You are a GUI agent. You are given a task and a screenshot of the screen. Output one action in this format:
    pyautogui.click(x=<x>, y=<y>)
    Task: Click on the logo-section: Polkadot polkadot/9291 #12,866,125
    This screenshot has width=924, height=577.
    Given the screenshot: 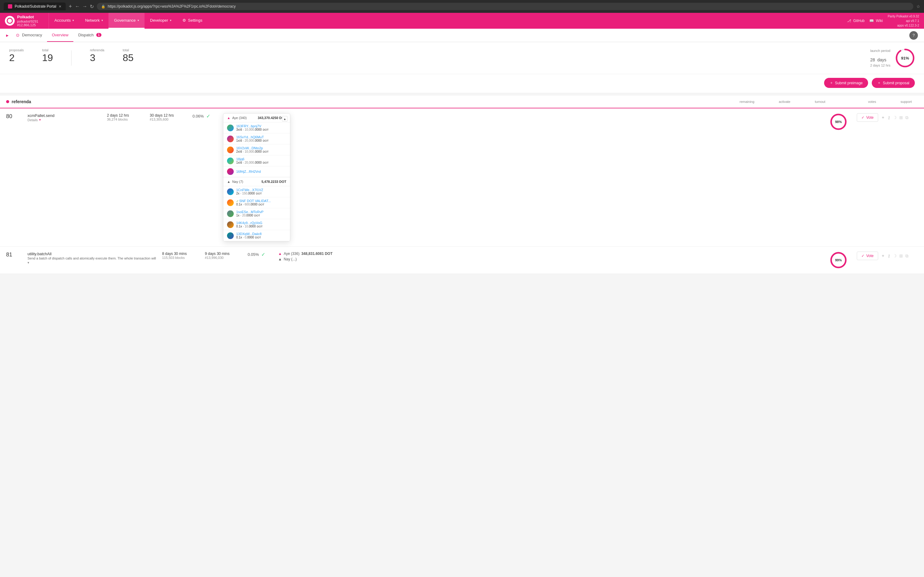 What is the action you would take?
    pyautogui.click(x=24, y=21)
    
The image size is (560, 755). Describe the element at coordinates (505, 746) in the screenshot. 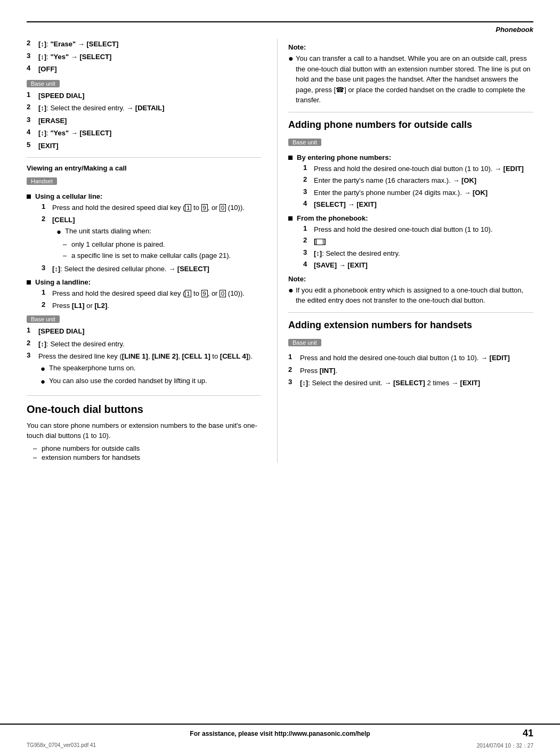

I see `meta-right: 2014/07/04 10：32：27` at that location.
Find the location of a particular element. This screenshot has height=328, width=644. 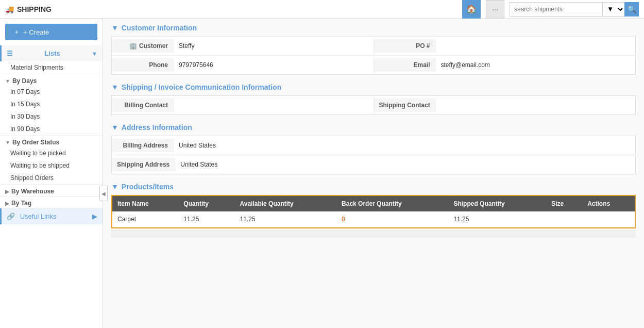

products-section: ▼ Products/Items Item Name Quantity Avai… is located at coordinates (374, 210).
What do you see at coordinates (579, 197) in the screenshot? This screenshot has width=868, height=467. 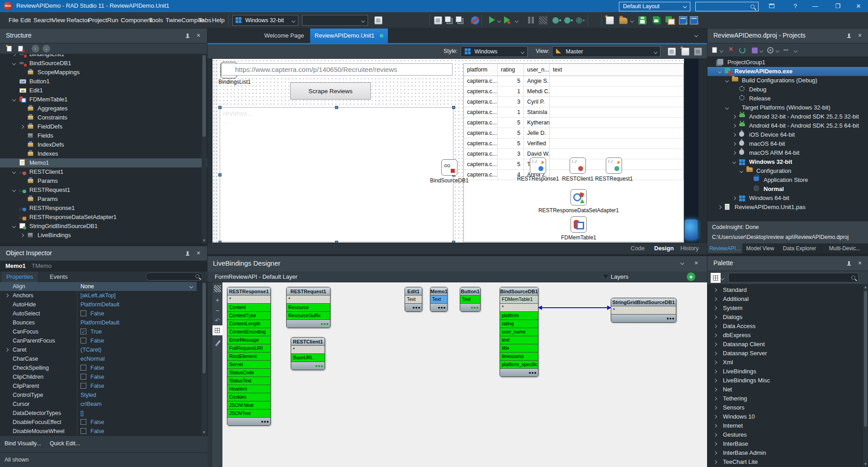 I see `component-icon-restresponsedatasetadapter1` at bounding box center [579, 197].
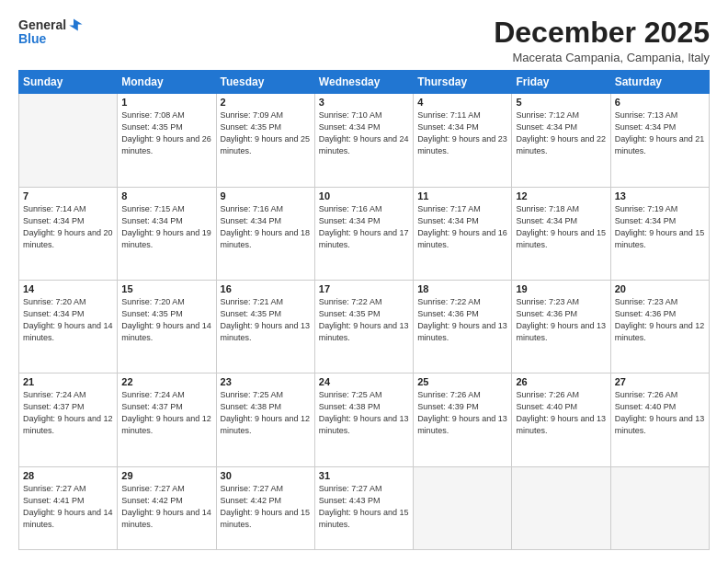  Describe the element at coordinates (364, 83) in the screenshot. I see `calendar-col-header: Wednesday` at that location.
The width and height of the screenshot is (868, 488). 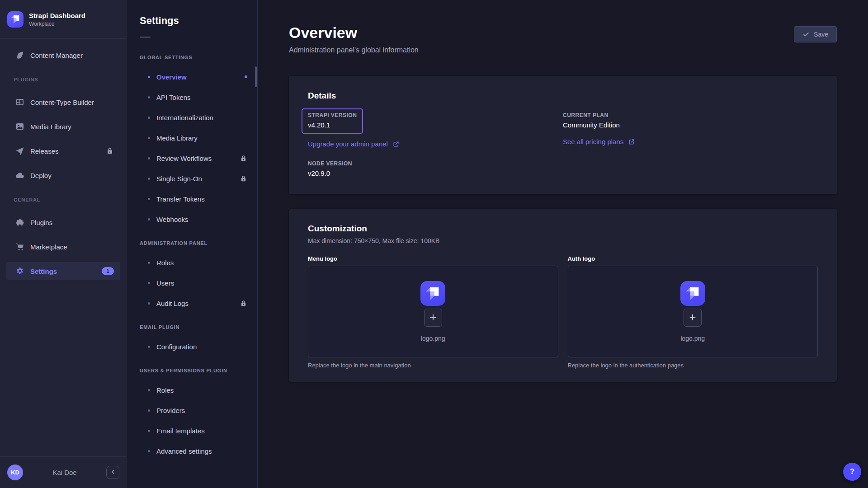 What do you see at coordinates (435, 174) in the screenshot?
I see `node-version-value: v20.9.0` at bounding box center [435, 174].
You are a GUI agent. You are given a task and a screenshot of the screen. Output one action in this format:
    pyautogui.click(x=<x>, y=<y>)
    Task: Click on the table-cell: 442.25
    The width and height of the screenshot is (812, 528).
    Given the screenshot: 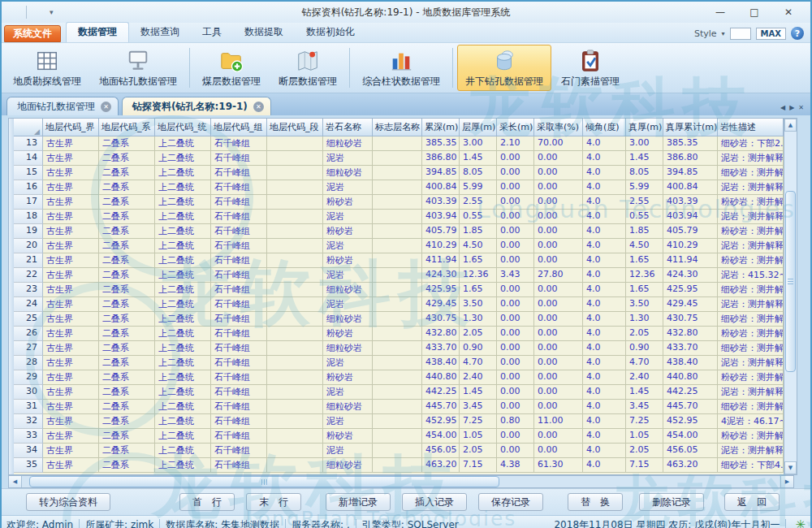 What is the action you would take?
    pyautogui.click(x=690, y=392)
    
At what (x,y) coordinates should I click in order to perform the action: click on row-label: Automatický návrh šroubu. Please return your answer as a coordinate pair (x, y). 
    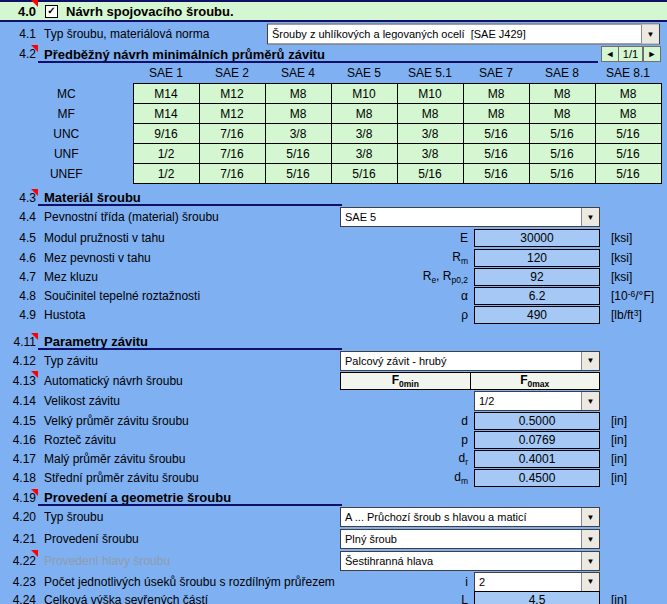
    Looking at the image, I should click on (114, 381).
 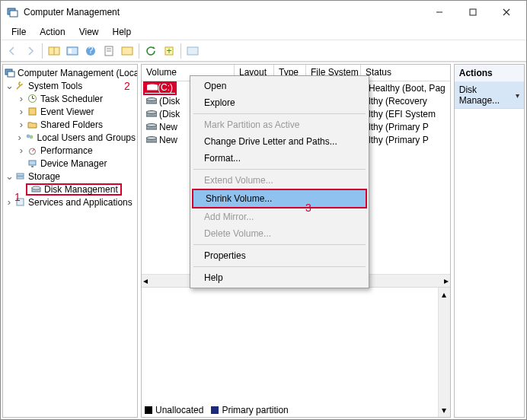 I want to click on clock-icon, so click(x=32, y=99).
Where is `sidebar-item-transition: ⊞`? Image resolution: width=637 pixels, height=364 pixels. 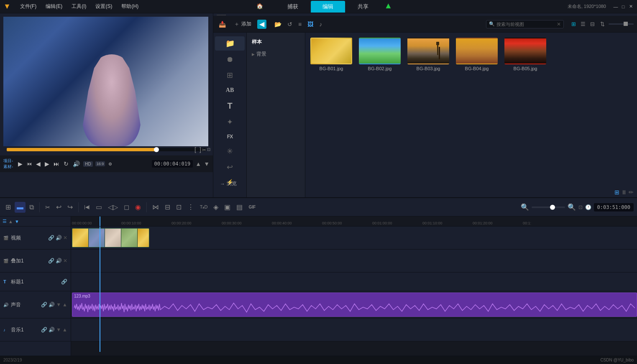
sidebar-item-transition: ⊞ is located at coordinates (230, 75).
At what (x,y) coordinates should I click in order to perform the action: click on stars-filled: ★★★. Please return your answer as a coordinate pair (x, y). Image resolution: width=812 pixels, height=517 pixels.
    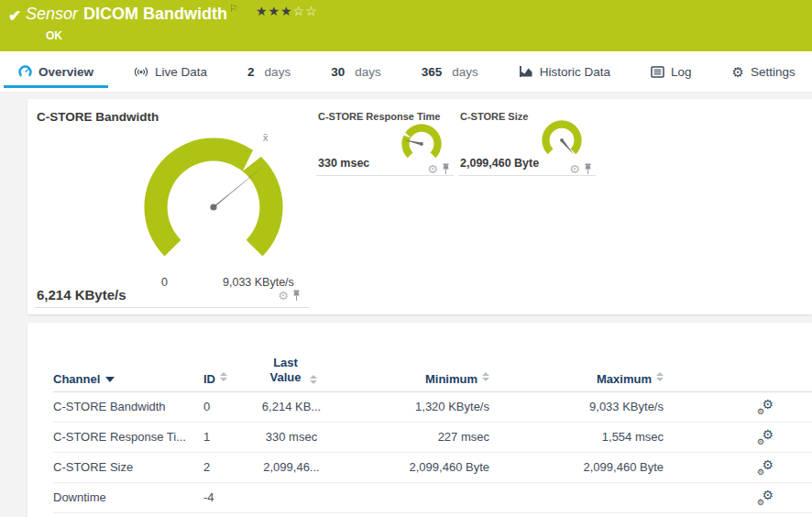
-.-.-
Please write out the material from the line containing "pixels, height=364 pixels." to its final line, both inclusive, exactly as it appears; pictures are not part of the copy.

**Solution for this exercise**
Where is `sidebar-item-transition: ⊞`? Image resolution: width=637 pixels, height=364 pixels. 
sidebar-item-transition: ⊞ is located at coordinates (230, 75).
At what (x,y) coordinates should I click in order to perform the action: click on stars-filled: ★★★. Please return your answer as a coordinate pair (x, y). Image resolution: width=812 pixels, height=517 pixels.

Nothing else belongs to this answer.